By John Bruton
It is welcome that, at last, the G20, representing the world’s most important countries, and 90% of the world’s population, is getting together in a teleconference to discuss the health and economic crisis caused by the Covid 19 virus. It has been obvious for several weeks that coordinated international action was going to be needed.
Given that the G20 was brought into being in 2009 to deal with precisely this type of global crisis, the banking crisis of 2008, it is amazing that it has taken the Saudi Presidency of the G20 so long to convene at meeting. They were pressed into doing so by India.
In 2009, when the G20 was first convened, there was a reasonable relationship between the two biggest world powers, the US and China. Gordon Brown of the UK was in the chair and substantial programme of action was agreed and implemented. The Financial Stability Board was set up, and a global programme of actions to stabilize banks was agreed and put into action.
China led the way in stimulating its economy through infrastructure spending and this helped get the global economy going again. Germany and Europe benefitted from this through exports.
Now that lives, and not just livelihoods, are at stake an even more vigorous programme of action from the G20 is needed.
The US and China need to stop sniping at one another and start cooperating. The US and China coming together to work on this global threat would give hope to the world.
Japan set a good example that the US might now follow, when the crisis first broke out in Wuhan. It donated protective equipment to Wuhan and Japanese MPs donated 5% of their personal salaries to the virus containment efforts in China. This was a remarkable gesture in light of the previous public hostility between these countries, going back to World War Two.
The Covid 19 crisis has revealed how much we all depend on the chronically underfunded World Health Organisation (WHO). The WHO will be part of this teleconference convened by the Saudi Chairman of the meeting, King Salman.
In recent budgetary proposals, the US White actually proposed halving the US contribution the WHO. Instead ALL G20 members should agree to double their contributions to the WHO.
Trade barriers, many of them recently erected, are also hindering efforts to save lives.
The international Chamber of Commerce in Paris has said
“the recent escalation of trade barriers is now wreaking havoc in key medical supply chains”.
For example, restrictions on exports of life saving equipment, including masks, test kits, disinfectants and ventilators, have been introduced by some countries. The global trade in test kits is worth $186 billion and that in disinfectants is worth $308 billion.
The Global Trade Alert Team in Switzerland says that damaging export bans have been introduced by a list of countries including Bulgaria, France, India, the UK, Korea, and even by Saudi Arabia itself!
In the case of ventilators, export restrictions would be particularly damaging. There is no firm on the entire continent of Africa, and only one in Latin America, that is capable of manufacturing ventilators. And even the countries, that do have manufacturing capacity, will have to import some of the components.
Even soap and disinfectant have to be imported by most countries. 78 countries impose tariffs on soap and 23 impose tariffs on disinfectants. This is crazy in present circumstances.
The G20 should decide that all barriers to trade in goods, including soap, that the World Customs Organization (WCO) has said are critical to fighting the virus, should be removed straight away.
The EU should abolish its own export authorisation system for ventilators because it will slow down production and cost lives, especially in the poorest countries of the world.
The G20 also needs to consider the longer term economic effect of the shut down in global economic activity.
Big countries with big tax bases can protect themselves and their firms. Germany has introduced a big package of aid for German firms. But an Italian firm, producing the same product as a German firm, may not get the same aid as its German competitor, and this could destroy the level playing field of the EU Single Market.
No country derives as much benefit proportionately as Ireland does, from the existence of fully fair and open EU Single Market. So Ireland should support EU coordination of all business supports to ensure that all firms, whether from big or small countries, can compete fairly.
The ECB has taken welcome steps to help Italy, and other heavily indebted countries, that have been hit by the virus, to borrow at reasonable interest rates. But that simply adds to their debts.
Collective EU action, financed by collective EU borrowing, in support of particular health related spending should be undertaken. At the moment, the EU can neither raise taxes nor borrow, and that means it is unable to cope with crises like this one.
I propose
- the immediate elimination of all tariffs and restriction on the export or import of good identified by the WCO as vital to fighting Covid 19;
- a mutual assistance programme to help countries with the greatest shortage of equipment and intensive care beds;
- the exemption of medical staff, who have been tested, from immigration restrictions to allow them go where they are most needed.
John Bruton is former Taoiseach (Prime Minister) of Ireland and EU Ambassador to the United States.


WORK INSTRUCTION
The expected output is a copy of every line in the records with the string "style".

DATA FOR THIS EXERCISE

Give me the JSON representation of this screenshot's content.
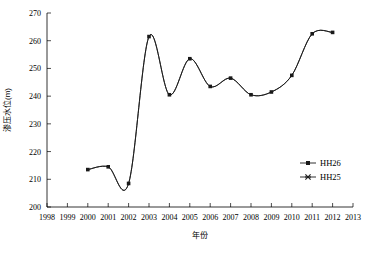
{
  "chart_data": {
    "type": "line",
    "title": "",
    "xlabel": "年份",
    "ylabel": "渗压水位(m)",
    "xlim": [
      1998,
      2013
    ],
    "ylim": [
      200,
      270
    ],
    "xticks": [
      1998,
      1999,
      2000,
      2001,
      2002,
      2003,
      2004,
      2005,
      2006,
      2007,
      2008,
      2009,
      2010,
      2011,
      2012,
      2013
    ],
    "yticks": [
      200,
      210,
      220,
      230,
      240,
      250,
      260,
      270
    ],
    "grid": false,
    "legend_position": "right-middle",
    "x": [
      2000,
      2001,
      2002,
      2003,
      2004,
      2005,
      2006,
      2007,
      2008,
      2009,
      2010,
      2011,
      2012
    ],
    "series": [
      {
        "name": "HH26",
        "marker": "square",
        "color": "#1a1a1a",
        "values": [
          213.5,
          214.5,
          208.5,
          261.5,
          240.5,
          253.5,
          243.5,
          246.5,
          240.5,
          241.5,
          247.5,
          262.5,
          263.0
        ]
      },
      {
        "name": "HH25",
        "marker": "x",
        "color": "#1a1a1a",
        "values": [
          213.5,
          214.5,
          208.5,
          261.5,
          240.5,
          253.5,
          243.5,
          246.5,
          240.5,
          241.5,
          247.5,
          262.5,
          263.0
        ]
      }
    ]
  },
  "legend": {
    "entries": [
      {
        "label": "HH26",
        "marker": "square"
      },
      {
        "label": "HH25",
        "marker": "x"
      }
    ]
  },
  "axes": {
    "y_label": "渗压水位(m)",
    "x_label": "年份"
  }
}
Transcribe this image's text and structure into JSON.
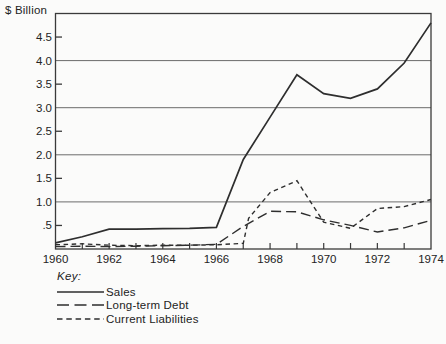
{
  "title": "$ Billion",
  "key": {
    "heading": "Key:",
    "entries": [
      {
        "label": "Sales",
        "style": "solid"
      },
      {
        "label": "Long-term Debt",
        "style": "long-dash"
      },
      {
        "label": "Current Liabilities",
        "style": "short-dash"
      }
    ]
  },
  "colors": {
    "background": "#fbfbfa",
    "frame": "#3a3a3a",
    "grid": "#6b6b6b",
    "line": "#2e2e2e",
    "text": "#232323"
  },
  "chart_data": {
    "type": "line",
    "title": "",
    "ylabel": "$ Billion",
    "xlabel": "",
    "xlim": [
      1960,
      1974
    ],
    "ylim": [
      0,
      5
    ],
    "grid": "horizontal-major-only",
    "gridlines_at": [
      1,
      2,
      3,
      4
    ],
    "y_ticks": [
      {
        "v": 4.5,
        "label": "4.5"
      },
      {
        "v": 4.0,
        "label": "4.0"
      },
      {
        "v": 3.5,
        "label": "3.5"
      },
      {
        "v": 3.0,
        "label": "3.0"
      },
      {
        "v": 2.5,
        "label": "2.5"
      },
      {
        "v": 2.0,
        "label": "2.0"
      },
      {
        "v": 1.5,
        "label": "1.5"
      },
      {
        "v": 1.0,
        "label": "1.0"
      },
      {
        "v": 0.5,
        "label": ".5"
      }
    ],
    "y_half_ticks_at": [
      0.5,
      1.5,
      2.5,
      3.5,
      4.5
    ],
    "x_minor_ticks_every": 1,
    "x_tick_labels": [
      "1960",
      "1962",
      "1964",
      "1966",
      "1968",
      "1970",
      "1972",
      "1974"
    ],
    "x_tick_label_years": [
      1960,
      1962,
      1964,
      1966,
      1968,
      1970,
      1972,
      1974
    ],
    "legend_position": "bottom-left",
    "series": [
      {
        "name": "Sales",
        "dash": "solid",
        "points": [
          [
            1960,
            0.13
          ],
          [
            1961,
            0.26
          ],
          [
            1962,
            0.42
          ],
          [
            1963,
            0.42
          ],
          [
            1964,
            0.43
          ],
          [
            1965,
            0.44
          ],
          [
            1966,
            0.46
          ],
          [
            1967,
            1.9
          ],
          [
            1968,
            2.8
          ],
          [
            1969,
            3.7
          ],
          [
            1970,
            3.3
          ],
          [
            1971,
            3.2
          ],
          [
            1972,
            3.4
          ],
          [
            1973,
            3.95
          ],
          [
            1974,
            4.8
          ]
        ]
      },
      {
        "name": "Long-term Debt",
        "dash": "long",
        "points": [
          [
            1960,
            0.05
          ],
          [
            1961,
            0.06
          ],
          [
            1962,
            0.05
          ],
          [
            1963,
            0.06
          ],
          [
            1964,
            0.07
          ],
          [
            1965,
            0.08
          ],
          [
            1966,
            0.1
          ],
          [
            1967,
            0.48
          ],
          [
            1968,
            0.8
          ],
          [
            1969,
            0.79
          ],
          [
            1970,
            0.62
          ],
          [
            1971,
            0.5
          ],
          [
            1972,
            0.36
          ],
          [
            1973,
            0.45
          ],
          [
            1974,
            0.61
          ]
        ]
      },
      {
        "name": "Current Liabilities",
        "dash": "short",
        "points": [
          [
            1960,
            0.09
          ],
          [
            1961,
            0.11
          ],
          [
            1962,
            0.08
          ],
          [
            1963,
            0.07
          ],
          [
            1964,
            0.08
          ],
          [
            1965,
            0.08
          ],
          [
            1966,
            0.09
          ],
          [
            1967,
            0.12
          ],
          [
            1967.2,
            0.65
          ],
          [
            1968,
            1.2
          ],
          [
            1969,
            1.45
          ],
          [
            1970,
            0.57
          ],
          [
            1971,
            0.44
          ],
          [
            1972,
            0.86
          ],
          [
            1973,
            0.9
          ],
          [
            1974,
            1.05
          ]
        ]
      }
    ]
  }
}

OUTPUT OF THE EXERCISE
        "style": "solid"
        "style": "long-dash"
        "style": "short-dash"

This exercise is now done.